I think that this problem number 5, unfair burden on high tax locales, will actually result in reduced property values (a permanent decline of sorts) for properties purchased by high middle income earners - the $500 K houses in large metropolitan areas. This may also result in a long term demographic shift from cities to the country. This also rewards those low property tax located home schoolers. Also, an additional $3000 burden on many of these earners (run the numbers and you'll find it) in the lower portion of the upper quintile - the top 20 to top 10% earners, but not the top 10%, is where they are making up the AMT although most of these people were not under threat of AMT - it was in fact the top 10% who had to worry about this. This will cause more bankruptcies among the tightly budgeted (people squeezed into interest only mtgs on 500K houses on $110 dual incomes/yr) and at the very least $3000 per year less available disposable income available for savings. Finally, the ultimate irony, they are taking off the table a theoretical $40K PER YEAR in Roth type plan's investment income (Save for Fam;Sav for Ret) while penalizing the 78K to 150K earner. Yes the income is taxed once but the investment income is never taxed. This is actually increasing ability for the rich to accumulate investment dollars tax free while simultaneously reducing ability for the former upper middle class (they are killing off upward mobility) to save for retirement by taxing more of their income. People who make less than $150K will not have the money to put in the Sav for Ret accounts so these are really solely aimed at the top 10%. Sav for Fam account is more flexible but people may likely remove money for big expenditures and under-save for retirement. SITax Incentives are these: Have more children, get married, don't educate your children, live in a low property tax location and home school, move out of high tax states (or work to try to lower the tax rates and property taxes of where you live) and don't buy your home -rent, but if you do buy, keep a mortgage, and don't own a second home.

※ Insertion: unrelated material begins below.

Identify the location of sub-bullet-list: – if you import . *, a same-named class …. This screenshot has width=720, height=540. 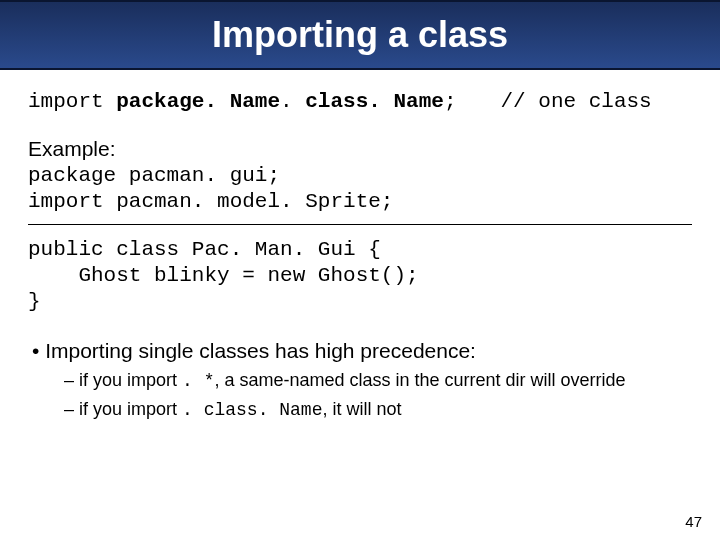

If this thing comes to pass it is going to kill the Residential Real Estate industry (certainly burst the bubble, but probably permanently lower the values of more expensive homes in high cost of living locations) and promote renting. This may even cause increases in urban blight, as people head out to suburbs to avoid city taxes.
As for the Growth and Investment Plan: This one is regressive and much worse than the above plan - but I think it's DOA and only published in order to make the "Simple Income Tax" look good by comparison. That it was not endorsed by all the panel members gives us a clue, right up front, that it is a flat taxers dream and a working class nightmare and just there to frame the argument and to move it to the right.
Conclusion- give me the complicated and confusing form with deductions where I end up owing $3000 less in taxes, please!